The French Victor Heredia, a wealthy businessman with social pretensions who proves to be vulgar and sadistic, in striking contrast to the truly aristocratic Branly. The French Victor Heredia is old but has a youngish face, suggesting an immortal nature like that of a vampire. The young Mexican Victor Heredia, who frequently travels with his father, plays a game of looking in foreign telephone directories to see if anyone is listed with the same name as himself or his father. If he finds such persons, he telephones them and tries to strike up an acquaintance. In this manner, he drags his host, the Comte de Branly, into their strange encounter with the satanic French Victor Heredia, who takes advantage of the fact that the Comte is confined to bed under his roof to play cruel psychological tricks on him.

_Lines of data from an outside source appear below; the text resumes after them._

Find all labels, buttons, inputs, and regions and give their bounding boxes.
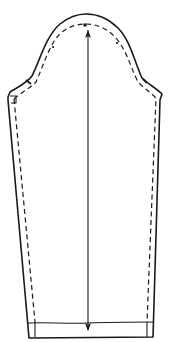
seam-dot-left bbox=[52, 46, 54, 48]
sleeve-pattern-diagram bbox=[0, 0, 169, 342]
shoulder-point-dot bbox=[83, 23, 87, 27]
corner-mark-left bbox=[10, 96, 16, 103]
seam-dot-right bbox=[116, 42, 118, 44]
hem-fold-line bbox=[28, 322, 154, 323]
cutting-line bbox=[8, 14, 162, 338]
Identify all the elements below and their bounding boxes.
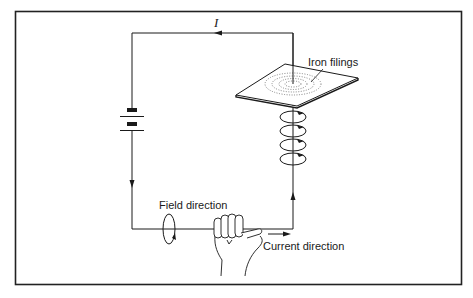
current-symbol-label: I xyxy=(213,15,219,30)
current-direction-label: Current direction xyxy=(263,240,344,252)
field-direction-label: Field direction xyxy=(159,199,227,211)
current-arrow-right-icon xyxy=(291,192,296,200)
diagram-canvas: I Iron filings Field d xyxy=(0,0,473,298)
current-arrow-top-icon xyxy=(214,31,222,36)
current-arrow-left-icon xyxy=(130,180,135,188)
iron-filings-label: Iron filings xyxy=(308,56,359,68)
card-plate xyxy=(236,64,358,108)
figure-frame xyxy=(16,12,462,285)
right-hand-icon xyxy=(214,214,262,276)
battery-icon xyxy=(120,108,144,131)
current-direction-arrow-icon xyxy=(283,232,291,237)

In the meantime, an unwholesome relationship develops between the Mexican Victor Heredia and André Heredia.
André Heredia, the son of the French Victor Heredia, a boy about the same age as young Victor. Like his father, André is cruel and overbearing, the product of inferior breeding. At one point, Branly catches the French boy sodomizing the Mexican boy in the backseat of the wrecked Citroën. After this unnatural copulation, the two boys somehow merge into a single new supernatural individual, evidently symbolizing a merging of French and Latin American cultures. The Mexican Victor Heredia disappears for the rest of the story. The reader is left to wonder whether this truly occurred or is attributable to Branly's senility, the trauma of the auto accident, or his host's mistreatment.
Hugo Heredia, a Mexican archaeologist, father of the Mexican Victor Heredia. This dignified scholar's decision to visit France with his son leads to all the shocking events that occur. Hugo is absent throughout most of the story, leaving his son in the care of the Comte de Branly. When his son vanishes, however, having merged identities with André Heredia, the father reacts in a strange manner that makes the reader believe he was in enforced collusion with the French Victor Heredia and anticipated what was going to happen.